🤖 AI Summary
To address the trade-off between information accuracy and response latency in networked large language model (LLM) systems, this paper proposes a joint optimization framework based on a three-tier architecture comprising end users, a central task processor, and multiple groups of topic-specialized LLMs. The framework integrates dynamic task routing, binary classification-based query preprocessing, and multi-model response aggregation to achieve coordinated optimization. Its key contribution is the identification and empirical validation of a novel phenomenon: topic-specialized LLMs with comparable individual performance yield significantly higher accuracy gains under response aggregation. Simulation results demonstrate that the proposed method consistently achieves higher aggregated accuracy than any single constituent model while maintaining low end-to-end latency. Notably, accuracy improvements are most pronounced when baseline model capabilities are similar—establishing a new paradigm for efficient collaboration within specialized LLM ensembles.
📝 Abstract
Recent advancements in Large Language Models (LLMs) have transformed many fields including scientific discovery, content generation, biomedical text mining, and educational technology. However, the substantial requirements for training data, computational resources, and energy consumption pose significant challenges for their practical deployment. A promising alternative is to leverage smaller, specialized language models and aggregate their outputs to improve overall response quality. In this work, we investigate a networked LLM system composed of multiple users, a central task processor, and clusters of topic-specialized LLMs. Each user submits categorical binary (true/false) queries, which are routed by the task processor to a selected cluster of $m$ LLMs. After gathering individual responses, the processor returns a final aggregated answer to the user. We characterize both the information accuracy and response timeliness in this setting, and formulate a joint optimization problem to balance these two competing objectives. Our extensive simulations demonstrate that the aggregated responses consistently achieve higher accuracy than those of individual LLMs. Notably, this improvement is more significant when the participating LLMs exhibit similar standalone performance.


HOW TO COMPLETE THIS TASK = Show every line in the records below that contains the word "increasing".

[Excerpts from a figure dataset]

* * * * *

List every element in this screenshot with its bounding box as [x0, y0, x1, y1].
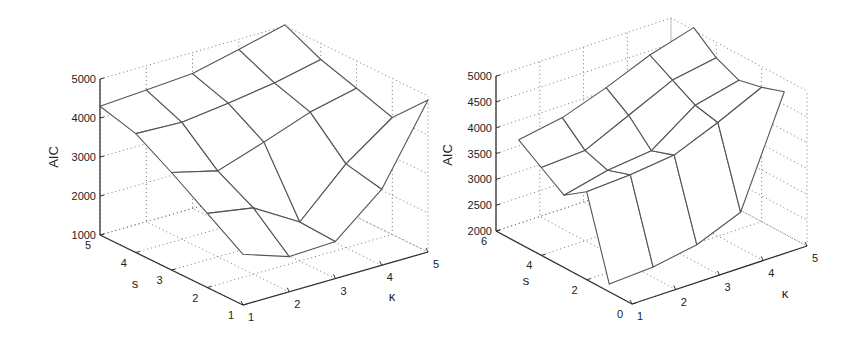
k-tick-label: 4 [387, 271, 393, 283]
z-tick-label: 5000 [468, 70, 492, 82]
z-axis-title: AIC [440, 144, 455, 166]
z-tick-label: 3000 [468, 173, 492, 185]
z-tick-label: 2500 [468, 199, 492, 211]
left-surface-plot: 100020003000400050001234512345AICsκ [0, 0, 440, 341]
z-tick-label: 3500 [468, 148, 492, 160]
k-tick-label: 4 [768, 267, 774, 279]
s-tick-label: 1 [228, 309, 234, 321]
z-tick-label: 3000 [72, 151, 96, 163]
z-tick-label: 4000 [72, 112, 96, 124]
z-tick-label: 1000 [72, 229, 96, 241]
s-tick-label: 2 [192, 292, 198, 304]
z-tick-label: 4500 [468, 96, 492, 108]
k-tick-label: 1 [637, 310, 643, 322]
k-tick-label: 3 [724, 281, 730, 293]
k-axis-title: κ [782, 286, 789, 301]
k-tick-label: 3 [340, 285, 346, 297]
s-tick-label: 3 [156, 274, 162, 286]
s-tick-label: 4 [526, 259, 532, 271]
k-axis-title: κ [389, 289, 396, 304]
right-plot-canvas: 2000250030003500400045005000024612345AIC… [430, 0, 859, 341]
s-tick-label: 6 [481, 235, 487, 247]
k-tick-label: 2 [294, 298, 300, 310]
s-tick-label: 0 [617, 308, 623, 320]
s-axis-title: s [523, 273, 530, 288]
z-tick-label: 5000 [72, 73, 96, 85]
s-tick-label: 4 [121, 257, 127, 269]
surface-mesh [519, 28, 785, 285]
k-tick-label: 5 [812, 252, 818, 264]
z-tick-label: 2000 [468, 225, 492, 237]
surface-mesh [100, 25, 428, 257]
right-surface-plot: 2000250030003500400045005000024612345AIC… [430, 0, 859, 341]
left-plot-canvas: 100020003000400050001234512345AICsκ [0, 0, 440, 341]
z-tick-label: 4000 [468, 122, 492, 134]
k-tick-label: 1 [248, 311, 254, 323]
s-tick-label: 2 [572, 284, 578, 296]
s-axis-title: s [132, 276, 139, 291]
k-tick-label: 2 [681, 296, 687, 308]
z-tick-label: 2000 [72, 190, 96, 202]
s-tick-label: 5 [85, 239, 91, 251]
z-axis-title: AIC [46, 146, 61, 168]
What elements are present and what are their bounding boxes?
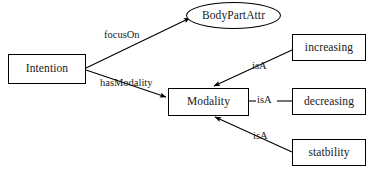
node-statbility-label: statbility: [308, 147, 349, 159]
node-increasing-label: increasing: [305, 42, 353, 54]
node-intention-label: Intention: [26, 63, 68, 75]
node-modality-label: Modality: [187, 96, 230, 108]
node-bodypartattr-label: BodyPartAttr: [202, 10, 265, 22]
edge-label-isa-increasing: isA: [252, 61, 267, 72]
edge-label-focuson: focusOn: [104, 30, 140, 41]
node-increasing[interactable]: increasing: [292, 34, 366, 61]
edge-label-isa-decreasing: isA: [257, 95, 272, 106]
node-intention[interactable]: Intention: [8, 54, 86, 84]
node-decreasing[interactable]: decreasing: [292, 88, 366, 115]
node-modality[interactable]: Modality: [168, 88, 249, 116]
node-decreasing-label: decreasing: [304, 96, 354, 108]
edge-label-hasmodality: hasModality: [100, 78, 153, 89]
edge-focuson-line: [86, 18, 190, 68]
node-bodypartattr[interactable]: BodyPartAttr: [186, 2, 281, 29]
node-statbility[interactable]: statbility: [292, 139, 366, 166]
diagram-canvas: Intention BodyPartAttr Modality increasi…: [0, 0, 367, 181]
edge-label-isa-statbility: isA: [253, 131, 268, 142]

* * * * *

YOUR RESPONSE =
node-increasing-label: increasing: [305, 42, 353, 54]
edge-label-isa-increasing: isA: [252, 61, 267, 72]
node-increasing[interactable]: increasing: [292, 34, 366, 61]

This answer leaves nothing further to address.